There was good reason why Karl Marx and the Communist Party makes the progressive/graduated income tax the 2nd plank of the Manifesto of the Communist Party, by Karl Marx and Frederick Engels, published in 1848. We should never forget nor overlook the philosophical underpinnings of that choice:
"The proletariat will use its political supremacy to wrest, by degree, all capital from the bourgeoisie, to centralize all instruments of production in the hands of the state ... . Of course, in the beginning, this cannot be effected except by means of despotic inroads on the rights of property ... . These measures will, of course, be different in different countries. Nevertheless, in most advanced countries, the following will be pretty generally applicable.
1. Abolition of property in land and application of all rents of land to public purposes.
2. A heavy progressive or graduated income tax.
3. Abolition of all rights of inheritance.
4. Confiscation of the property of all emigrants and rebels.
5. Centralization of credit in the banks of the state, by means of a national bank with state capital and an exclusive monopoly.
6. Centralization of the means of communication and transport in he hands of the state.
7. Extension of factories and instruments of production owned by the state; the bringing into cultivation of waste lands, and the improvement of the soil generally in accordance with a common plan.
8. Equal obligation of all to work. Establishment of industrial armies, especially for agriculture.

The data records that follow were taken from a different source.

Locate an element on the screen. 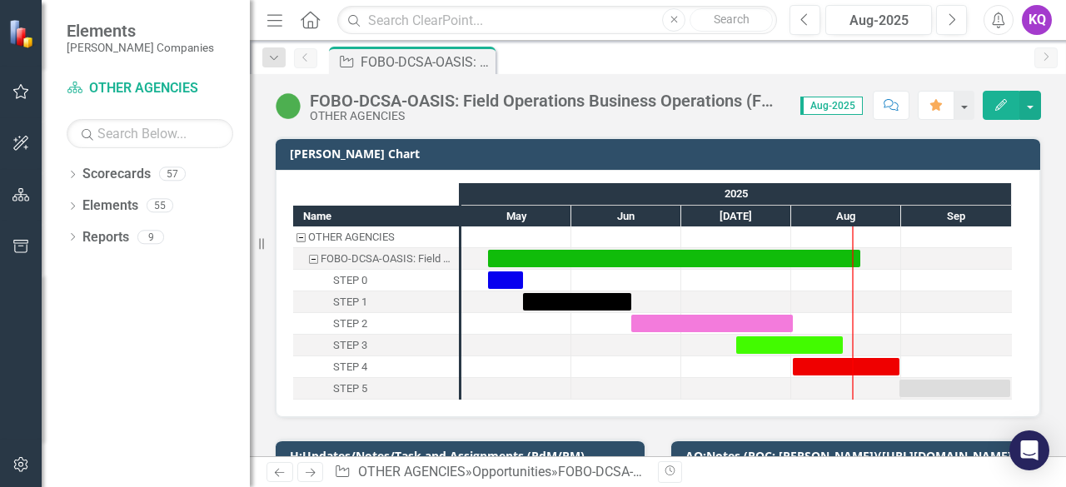 This screenshot has width=1066, height=487. button: KQ is located at coordinates (1037, 20).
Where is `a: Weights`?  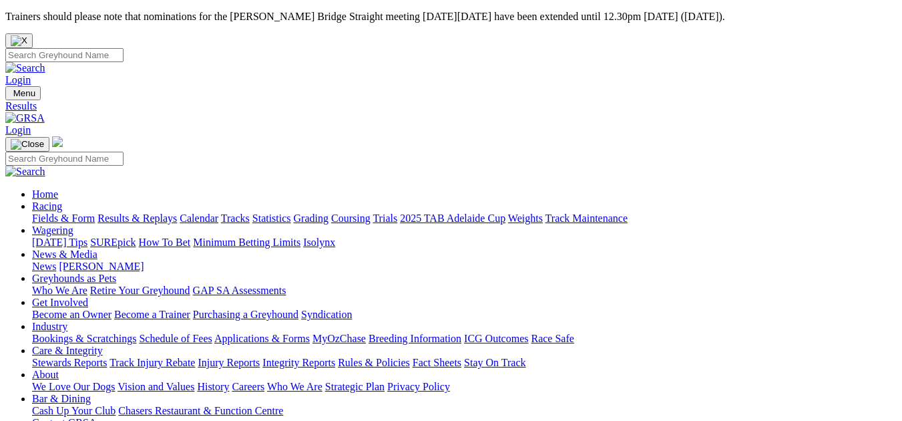 a: Weights is located at coordinates (526, 218).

9. Combination of agriculture with manufacturing industries; gradual abolition of all the distinction between town and country by a more equable distribution of the populace over the country.
10. Free education for all children in public schools. Abolition of children's factory labor in its present form. Combination of education with industrial production, etc. "
It's bad enough we already have excise taxes on Alcohol, Tobacco and Gasoline.
The only thing you dipwads are going to achieve is putting Frist in a corner where he'll have to compromise, negotiate and cave-in. Then we'll still be stuck with the blasted Income Tax on top of even more Excise Taxes on other items.
You extremists should just stuff a sock in it.
Take a look at the liberal 'Rats who will influence the debate and you'd have to be a complete moron to give them the opportunity to impose even more Politically Correct excise taxes.